More needs she the divine
Mar. 16th, 2004 03:53 pm![[personal profile]](https://www.dreamwidth.org/img/silk/identity/user.png)
Textual hunter-gathering leads me to some unusual places. On Monday the University Library thwarted me as I tried to harpoon its copy of The Social Construction of Technological Systems (my insufficiently quiet "Bugger!", hissed on seeing the gap on the shelf, amused one person at least). So today I want to the HPS (history and philosophy of science) department, and sat in its small but very good library. You have to walk past the entrance to the Whipple Museum of the History of Science, which has Many Interesting Maps and Devices. At the desk, I filled in a form to be allowed to enter the library; unsure of one bit ('status') I left the section blank, but between us the very pleasant librarian and myself decided that our best option was to circle an option that made me a senior member of the university.
On the bus, I had been reading Le Guin's latest book, Changing Planes, and when I got to the story about the Taoist ospreys I remembered how she has that thing about attempting not to build narrative solely around conflict. In the library, one of the articles recommended to me was about the (failed) introduction of the French electric car (the VEL); the second article was about Portuguese expansion in the early modern period. Cars and guns, guns and cars. In the introduction to The Technology of Orgasm, a history of the vibrator, Rachel Maines notes how one reviewer of an article commented that she "should have used radar detection devices in automobiles as [her] example of a socially camouflaged technology". I think her choice was better.
I read the first article, then went for a browse through the books. I pulled down The Talking Cure: Literary Representations of Psychoanalysis. I read the chapter about Gilman's The Yellow Wallpaper, and noted a bit from the introduction that described "the magical power of language to alleviate suffering".
Partway through the second article (which was giving me a crash course on actor network theory and had some other stuff about the Portuguese) I read: "a system - here the galley [don't ask] - associates everything from humans to the wind. It depends precisely on a combination of social and technical engineering in an environment filled with indifferent or overtly hostile physical or social actors". Being both conflict averse and suggestible, I just wrote I hate this in my notes in bubblegum gel pen.
A little later, and pretty ravenous, I went to Marks and Spencers to buy some lunch. All social and technical systems proved indifferent and quite possibly hostile: the woman in front was moving on 33rpm plus the credit card machine really did not want to admit her existence. I went on to prove more than one bit of today's reading correct by feeling much better for imagining myself tearing limbs apart whilst screaming, "GET A FUCKING MOVE ON, WILL YOU!"

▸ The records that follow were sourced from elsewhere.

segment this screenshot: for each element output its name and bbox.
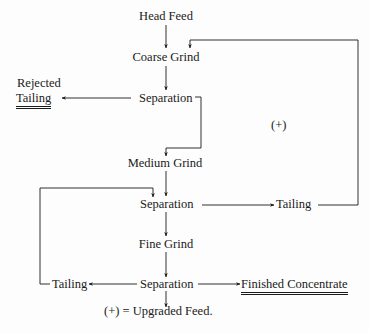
- upgraded-feed-marker: (+): [271, 118, 286, 132]
- node-tailing-3: Tailing: [52, 277, 87, 291]
- node-coarse-grind: Coarse Grind: [133, 50, 200, 64]
- node-medium-grind: Medium Grind: [128, 156, 203, 170]
- node-separation-1: Separation: [139, 91, 192, 105]
- legend-upgraded-feed: (+) = Upgraded Feed.: [104, 304, 213, 318]
- node-fine-grind: Fine Grind: [139, 237, 194, 251]
- node-head-feed: Head Feed: [139, 9, 193, 23]
- node-tailing-2: Tailing: [276, 197, 311, 211]
- node-separation-3: Separation: [140, 277, 193, 291]
- arrow-separation-to-medium-grind: [166, 97, 201, 156]
- node-separation-2: Separation: [140, 197, 193, 211]
- node-rejected-tailing-label: Rejected: [17, 76, 61, 90]
- arrow-tailing-recycle-to-separation: [40, 188, 153, 284]
- node-rejected-tailing: Tailing: [16, 91, 51, 109]
- flow-diagram: Head Feed Coarse Grind Rejected Tailing …: [0, 0, 369, 333]
- node-finished-concentrate: Finished Concentrate: [241, 277, 348, 295]
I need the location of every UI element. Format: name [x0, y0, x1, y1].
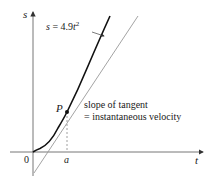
point-p-label: P	[55, 102, 63, 114]
parabola-curve	[33, 16, 110, 152]
x-axis-label: t	[195, 154, 199, 166]
point-p	[65, 110, 69, 114]
y-axis-label: s	[23, 8, 27, 20]
tangent-diagram: s t 0 a P s = 4.9t2 slope of tangent = i…	[0, 0, 208, 187]
annotation-line-1: slope of tangent	[84, 99, 148, 110]
curve-equation-label: s = 4.9t2	[46, 20, 80, 32]
tick-label-a: a	[64, 154, 69, 165]
annotation-line-2: = instantaneous velocity	[84, 111, 181, 122]
origin-label: 0	[24, 154, 29, 165]
tangent-line	[34, 16, 138, 173]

There is a conference here at the end of next week: Filming Cities: The Modern Metropolis and Visual Media, which I would very much like to attend. Henry Jenkins is presenting on the Friday: From Zion to Permutation City: Mapping the Urban Imagination in Contemporary Science Fiction. Alas, I am not able to be there - I shall be spending the day with my supervisors.

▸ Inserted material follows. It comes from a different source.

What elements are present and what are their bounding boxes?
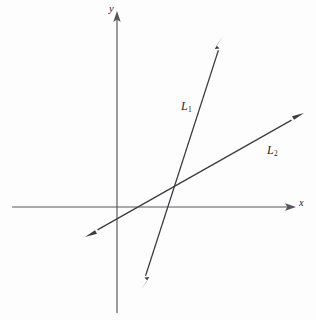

On the bus, I had been reading Le Guin's latest book, Changing Planes, and when I got to the story about the Taoist ospreys I remembered how she has that thing about attempting not to build narrative solely around conflict. In the library, one of the articles recommended to me was about the (failed) introduction of the French electric car (the VEL); the second article was about Portuguese expansion in the early modern period. Cars and guns, guns and cars. In the introduction to The Technology of Orgasm, a history of the vibrator, Rachel Maines notes how one reviewer of an article commented that she "should have used radar detection devices in automobiles as [her] example of a socially camouflaged technology". I think her choice was better.
I read the first article, then went for a browse through the books. I pulled down The Talking Cure: Literary Representations of Psychoanalysis. I read the chapter about Gilman's The Yellow Wallpaper, and noted a bit from the introduction that described "the magical power of language to alleviate suffering".
Partway through the second article (which was giving me a crash course on actor network theory and had some other stuff about the Portuguese) I read: "a system - here the galley [don't ask] - associates everything from humans to the wind. It depends precisely on a combination of social and technical engineering in an environment filled with indifferent or overtly hostile physical or social actors". Being both conflict averse and suggestible, I just wrote I hate this in my notes in bubblegum gel pen.
A little later, and pretty ravenous, I went to Marks and Spencers to buy some lunch. All social and technical systems proved indifferent and quite possibly hostile: the woman in front was moving on 33rpm plus the credit card machine really did not want to admit her existence. I went on to prove more than one bit of today's reading correct by feeling much better for imagining myself tearing limbs apart whilst screaming, "GET A FUCKING MOVE ON, WILL YOU!"
There is a conference here at the end of next week: Filming Cities: The Modern Metropolis and Visual Media, which I would very much like to attend. Henry Jenkins is presenting on the Friday: From Zion to Permutation City: Mapping the Urban Imagination in Contemporary Science Fiction. Alas, I am not able to be there - I shall be spending the day with my supervisors.